• Exercise description
What is needed is an exact reproduction of the listing, without its pictures.

• The input
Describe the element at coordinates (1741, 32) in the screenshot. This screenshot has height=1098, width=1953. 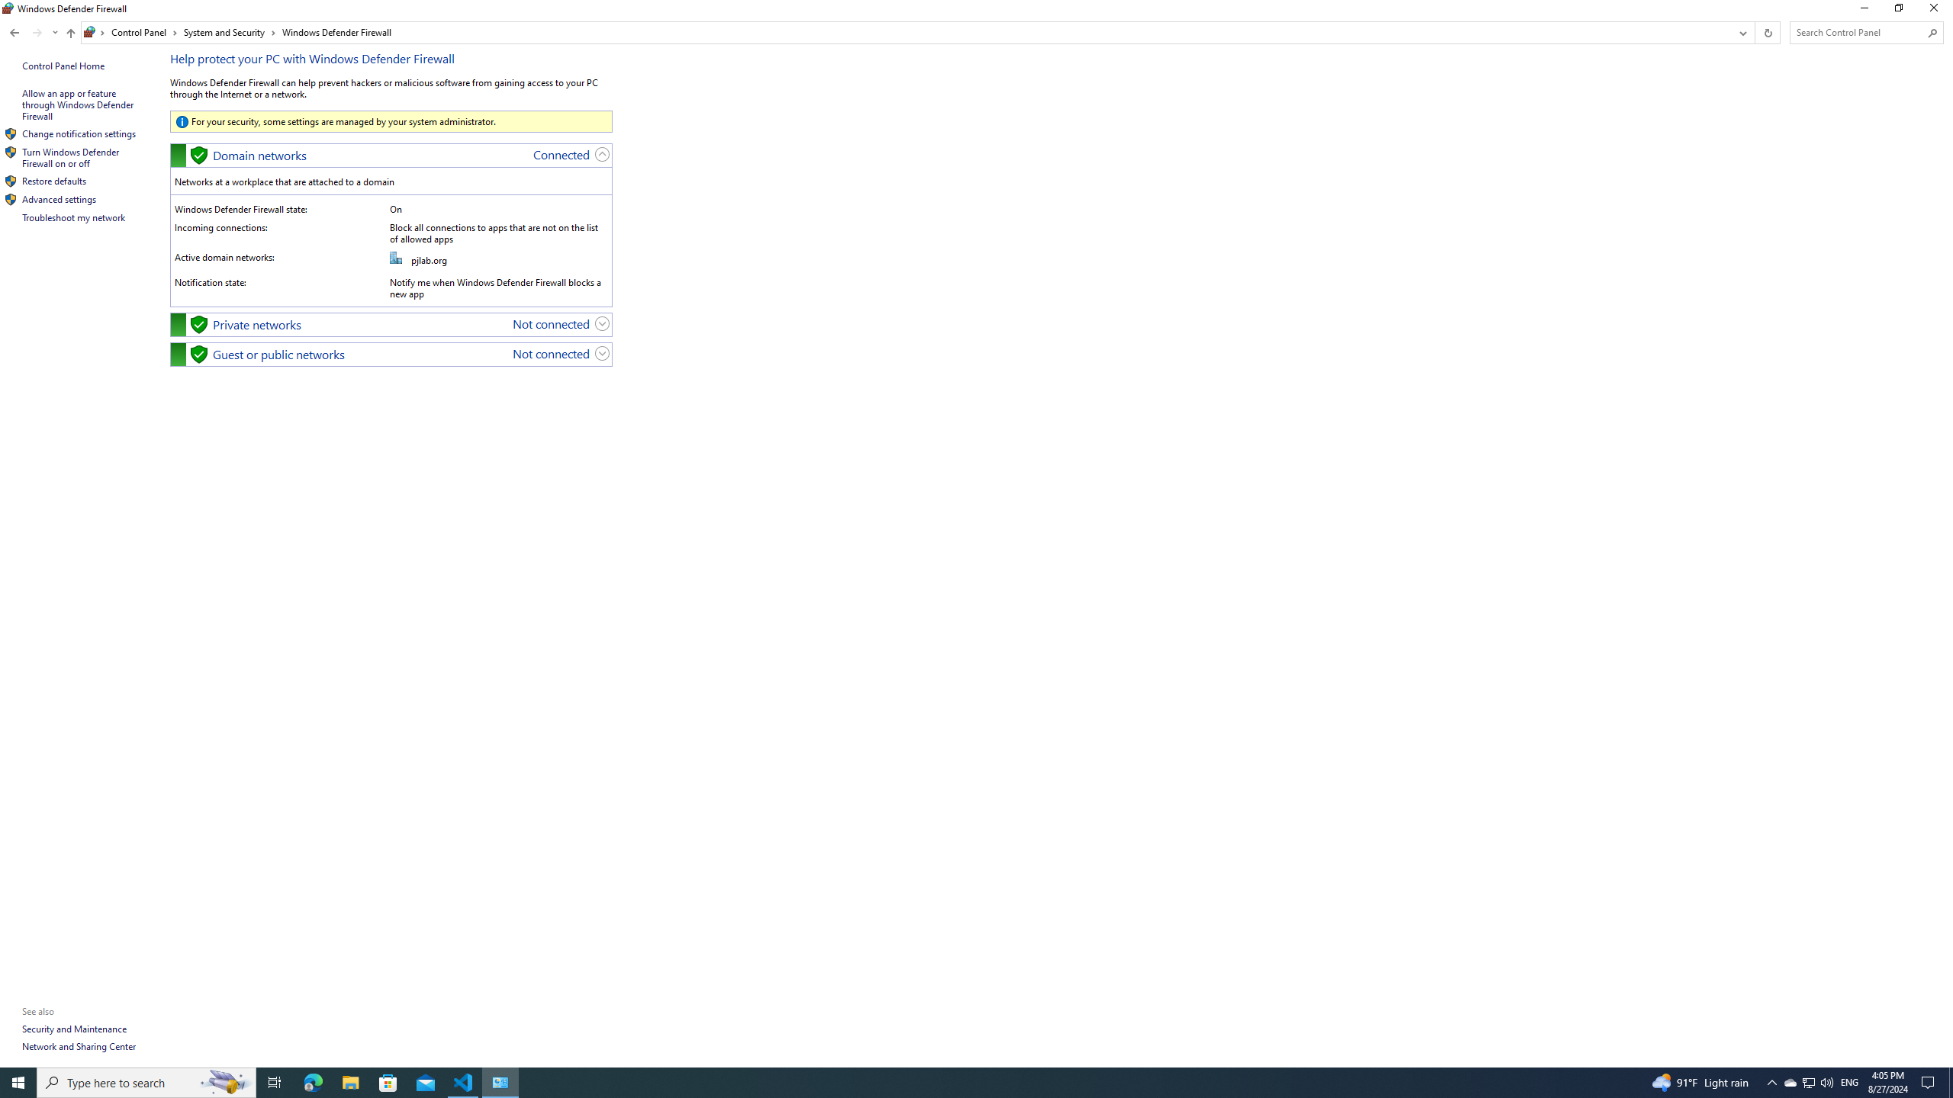
I see `Previous Locations` at that location.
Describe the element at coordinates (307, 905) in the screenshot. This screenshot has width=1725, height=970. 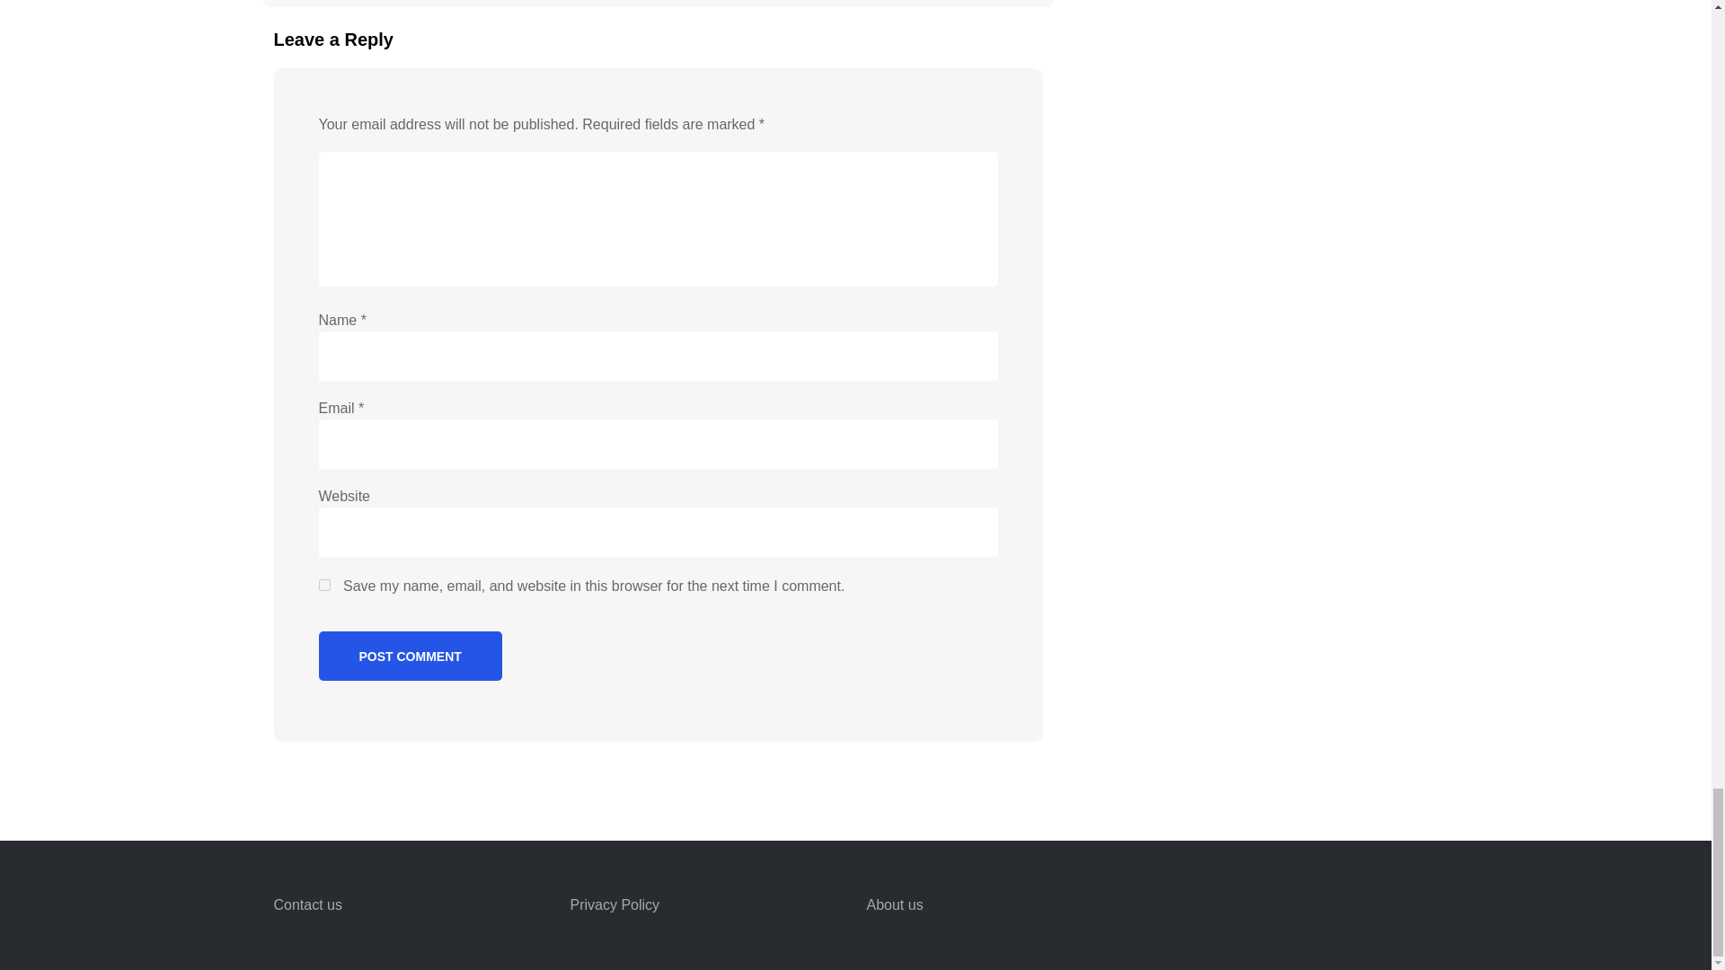
I see `Contact us` at that location.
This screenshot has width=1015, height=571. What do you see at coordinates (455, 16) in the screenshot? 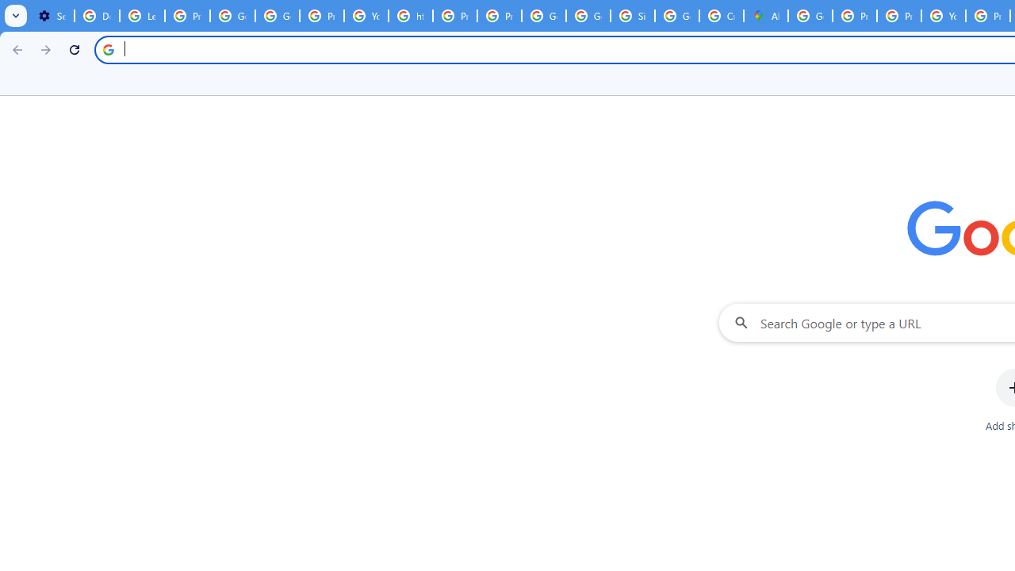
I see `Privacy Help Center - Policies Help` at bounding box center [455, 16].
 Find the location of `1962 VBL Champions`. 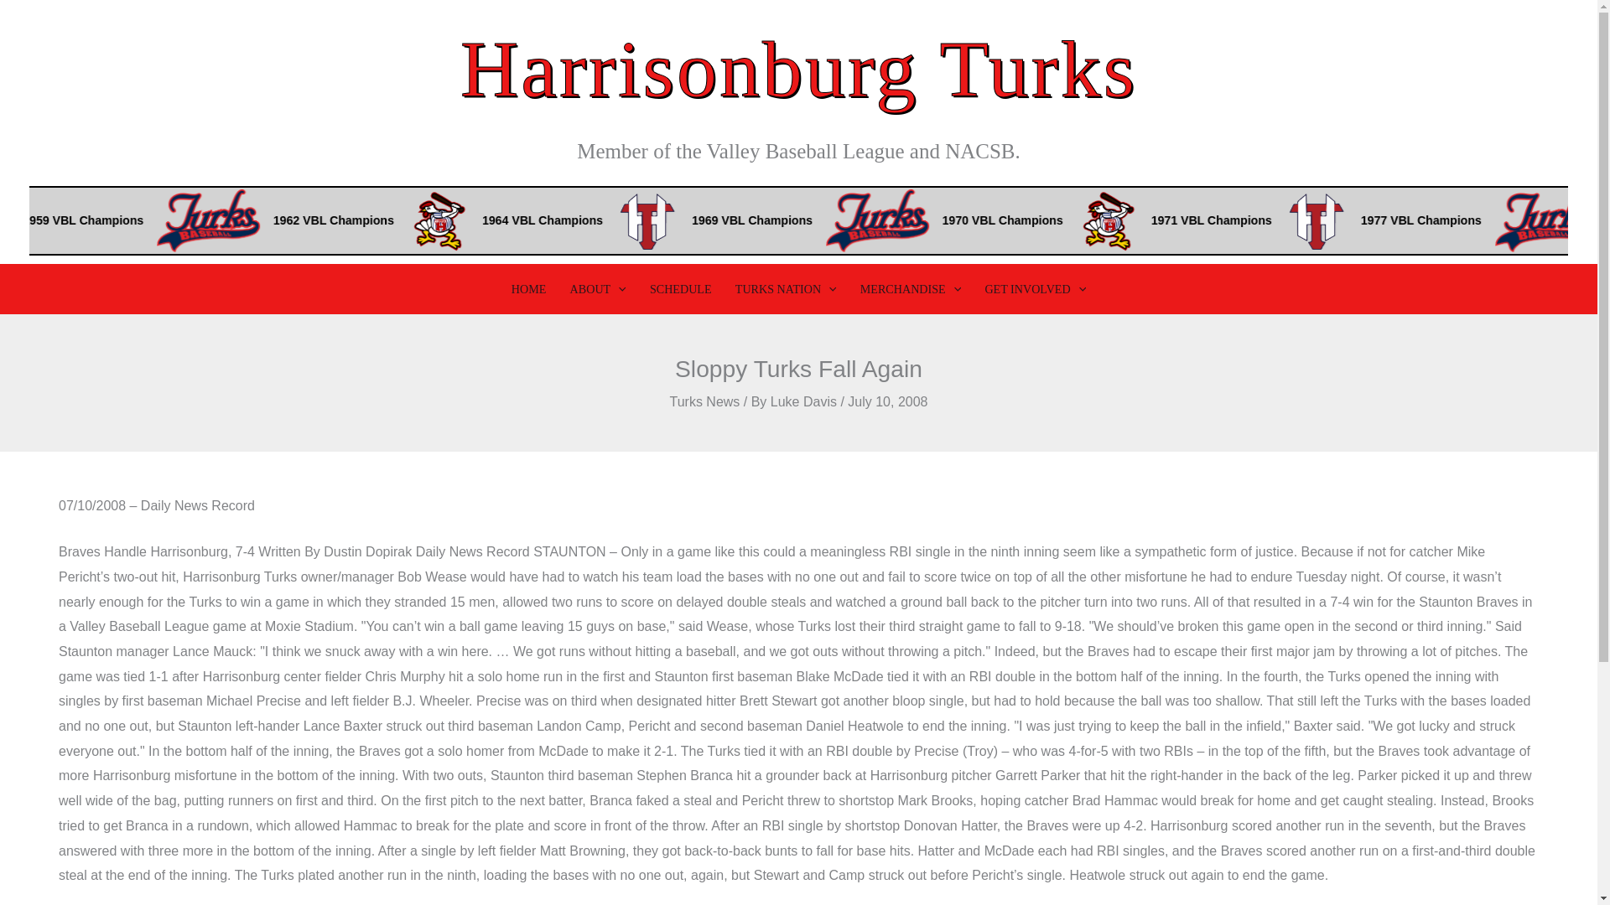

1962 VBL Champions is located at coordinates (516, 220).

• Result of this exercise
Describe the element at coordinates (1741, 32) in the screenshot. This screenshot has height=1098, width=1953. 
I see `Previous Locations` at that location.
Describe the element at coordinates (307, 905) in the screenshot. This screenshot has width=1725, height=970. 
I see `Contact us` at that location.
This screenshot has width=1015, height=571. What do you see at coordinates (455, 16) in the screenshot? 
I see `Privacy Help Center - Policies Help` at bounding box center [455, 16].
 Find the location of `1962 VBL Champions`. 

1962 VBL Champions is located at coordinates (516, 220).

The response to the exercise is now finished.